Kay Young Eason:
Actress Who Missed the Battle
Kathleen Young Eason, an actress who was a friend of some of England’s greatest theatrical figures, was better known locally as a pillar of her church and garden club. A longtime Ridgefielder, Eason acted on the British stage, a half dozen movies and later became a costume designer for RKO in Hollywood. She had been married to actors Michael Wilding, Douglass Montgomery, and Myles Eason.
A native of England who was born in 1912, Kay Young began her theatrical career as a student at the Guildhall School of Music where she had hopes of becoming an opera singer. “I was a lyric soprano, but I was very tall and decided I couldn’t be a great, fat opera singer,” she said in an interview in 1989, adding that she was five feet, ten inches tall when she was 13.
While still a student, she auditioned for a part in an opera being produced by Australian actor Cyril Ritchard, who was to later live in Ridgefield and be a major catalyst in her life. She did not win the part — “Cyril looked at me and said, ‘You’d be much too tall, taller than me!’ ” — but was picked as an understudy for a major role.
She then turned to acting and studied at the Royal Academy of Dramatic Art. Her first break was a part in a Beatrice Lillie revue which, despite receiving poor notices, had a long run because of its star.
She was in various productions during the 1930s and early 1940s, performing with such stars as David Niven, Stewart Granger, Jill Esmond, and Sir Laurence Olivier.
In the late 30s, she met Michael Wilding at an audition, and the two were married in 1939. They later divorced, and he married actress Elizabeth Taylor.
It was in the 1930s that Kay Young met Olivier, then a young stage actor, and the two became longtime friends. “I knew Larry through the theater and was in one flop with him,” she said. “He had even then a commanding presence and remarkable voice. And he had a devastating sense of humor.”
When he was making “Henry V,” Olivier invited many of his friends to a 12th Century abbey he and his wife, Vivien Leigh, owned in the country. Only after they had arrived and settled in did he
tell his friends he wanted them to perform in what was to be the famous Battle of Agincourt scene that would be shot there.
“We sat on those bloody great horses which we mounted in the stable and the horses were to back out. Mine wouldn’t back and when Larry say, ‘Where's Kay?’ I said, ‘I'm here in the stable.’ He gave my horse a tremendous whack, it shot out of the stable, and I fell off. Then my horse wouldn’t move. So I was never in the Battle of Agincourt.”
Kay Young did appear in a number of British movies, including Noel Coward’s Academy Award-winning film about World War II, “In Which We Serve.”
During World War II, she entertained the troops in North Africa, sharing a tent with Vivien Leigh. “We traveled as soldiers, and many an hour I spent under tanks and trucks and I was scared.”
In 1944, she was sitting in front of a fireplace in a London apartment building when it was hit by a German V-2 rocket. “The building collapsed,” she recalled. “All the windows were blown out and I was drawn halfway up the chimney. My arms were burned…”
The same year, she began studying at the London School of Fashion Design, and started designing for movies. Her work for films brought her to RKO in Hollywood in 1950.
In 1953, a year after her divorce from Wilding, she married actor Douglass Montgomery, whom she had met in London at the end of the war. Montgomery had become a Hollywood star, but also did television plays in New York City. She appeared in at least one film, “Woman to Woman,” with him.
She eventually became a successful interior decorator, living in New York. She and her husband decided to move to New England and in 1965, moved to a home on Golf Lane. A year later Montgomery died.
In 1968, she was at a party at the Ridgefield home of Cyril Ritchard (perhaps best known for his portrayal of Captain Hook in the famous 1954 TV production of Peter Pan). There she was introduced to another actor from Australia, Myles Eason, who had met her many years earlier at the Chelsea Arts Ball in London.
“Who is that girl?” Mr. Eason had asked Laurence Olivier at the ball. “I’m going to marry her some day.”
And six months after they were reunited in Ridgefield, the two were married.
In Ridgefield, Mrs. Eason was active in St. Stephen’s Church. She was a frequent lector and for a long while, was head of the lectors. She also worked each year at the Nutmeg Festival, the church’s fair. Both she and Myles were gardeners; she was a member of the Ridgefield Garden Club and he was an honorary member. For many years, she maintained the plantings in the watering trough triangle at the intersection of West and Olmstead Lanes.
Kay Eason died in 1994 at the age of 81. Myles Eason died in 1977.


Write every entry out again exactly, please, and skip the pictures.

(Saved data entries)
[Start of section]

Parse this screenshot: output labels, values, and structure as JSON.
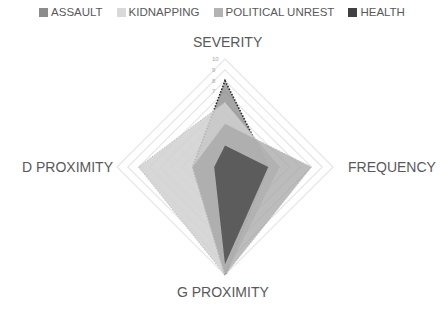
{
  "chart_data": {
    "type": "radar",
    "title": "",
    "categories": [
      "SEVERITY",
      "FREQUENCY",
      "G PROXIMITY",
      "D PROXIMITY"
    ],
    "range": [
      0,
      10
    ],
    "ticks": [
      1,
      2,
      3,
      4,
      5,
      6,
      7,
      8,
      9,
      10
    ],
    "tick_labels_visible": [
      "7",
      "8",
      "9",
      "10"
    ],
    "legend_position": "top",
    "series": [
      {
        "name": "ASSAULT",
        "values": [
          8,
          4,
          10,
          3
        ],
        "color": "#7f7f7f",
        "opacity": 0.7,
        "outline": "dotted"
      },
      {
        "name": "KIDNAPPING",
        "values": [
          6,
          5,
          10,
          8
        ],
        "color": "#d0d0d0",
        "opacity": 0.85,
        "outline": "dotted-light"
      },
      {
        "name": "POLITICAL UNREST",
        "values": [
          4,
          8,
          10,
          3
        ],
        "color": "#a6a6a6",
        "opacity": 0.75,
        "outline": "dotted-light"
      },
      {
        "name": "HEALTH",
        "values": [
          2,
          4,
          9,
          1
        ],
        "color": "#404040",
        "opacity": 0.75,
        "outline": "none"
      }
    ]
  },
  "legend": [
    {
      "label": "ASSAULT",
      "color": "#8c8c8c"
    },
    {
      "label": "KIDNAPPING",
      "color": "#d9d9d9"
    },
    {
      "label": "POLITICAL UNREST",
      "color": "#b3b3b3"
    },
    {
      "label": "HEALTH",
      "color": "#404040"
    }
  ],
  "axes": {
    "top": "SEVERITY",
    "right": "FREQUENCY",
    "bottom": "G PROXIMITY",
    "left": "D PROXIMITY"
  }
}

[End of section]

Answer to this exercise:
Parse this screenshot: output labels, values, and structure as JSON.
{
  "chart_data": {
    "type": "radar",
    "title": "",
    "categories": [
      "SEVERITY",
      "FREQUENCY",
      "G PROXIMITY",
      "D PROXIMITY"
    ],
    "range": [
      0,
      10
    ],
    "ticks": [
      1,
      2,
      3,
      4,
      5,
      6,
      7,
      8,
      9,
      10
    ],
    "tick_labels_visible": [
      "7",
      "8",
      "9",
      "10"
    ],
    "legend_position": "top",
    "series": [
      {
        "name": "ASSAULT",
        "values": [
          8,
          4,
          10,
          3
        ],
        "color": "#7f7f7f",
        "opacity": 0.7,
        "outline": "dotted"
      },
      {
        "name": "KIDNAPPING",
        "values": [
          6,
          5,
          10,
          8
        ],
        "color": "#d0d0d0",
        "opacity": 0.85,
        "outline": "dotted-light"
      },
      {
        "name": "POLITICAL UNREST",
        "values": [
          4,
          8,
          10,
          3
        ],
        "color": "#a6a6a6",
        "opacity": 0.75,
        "outline": "dotted-light"
      },
      {
        "name": "HEALTH",
        "values": [
          2,
          4,
          9,
          1
        ],
        "color": "#404040",
        "opacity": 0.75,
        "outline": "none"
      }
    ]
  },
  "legend": [
    {
      "label": "ASSAULT",
      "color": "#8c8c8c"
    },
    {
      "label": "KIDNAPPING",
      "color": "#d9d9d9"
    },
    {
      "label": "POLITICAL UNREST",
      "color": "#b3b3b3"
    },
    {
      "label": "HEALTH",
      "color": "#404040"
    }
  ],
  "axes": {
    "top": "SEVERITY",
    "right": "FREQUENCY",
    "bottom": "G PROXIMITY",
    "left": "D PROXIMITY"
  }
}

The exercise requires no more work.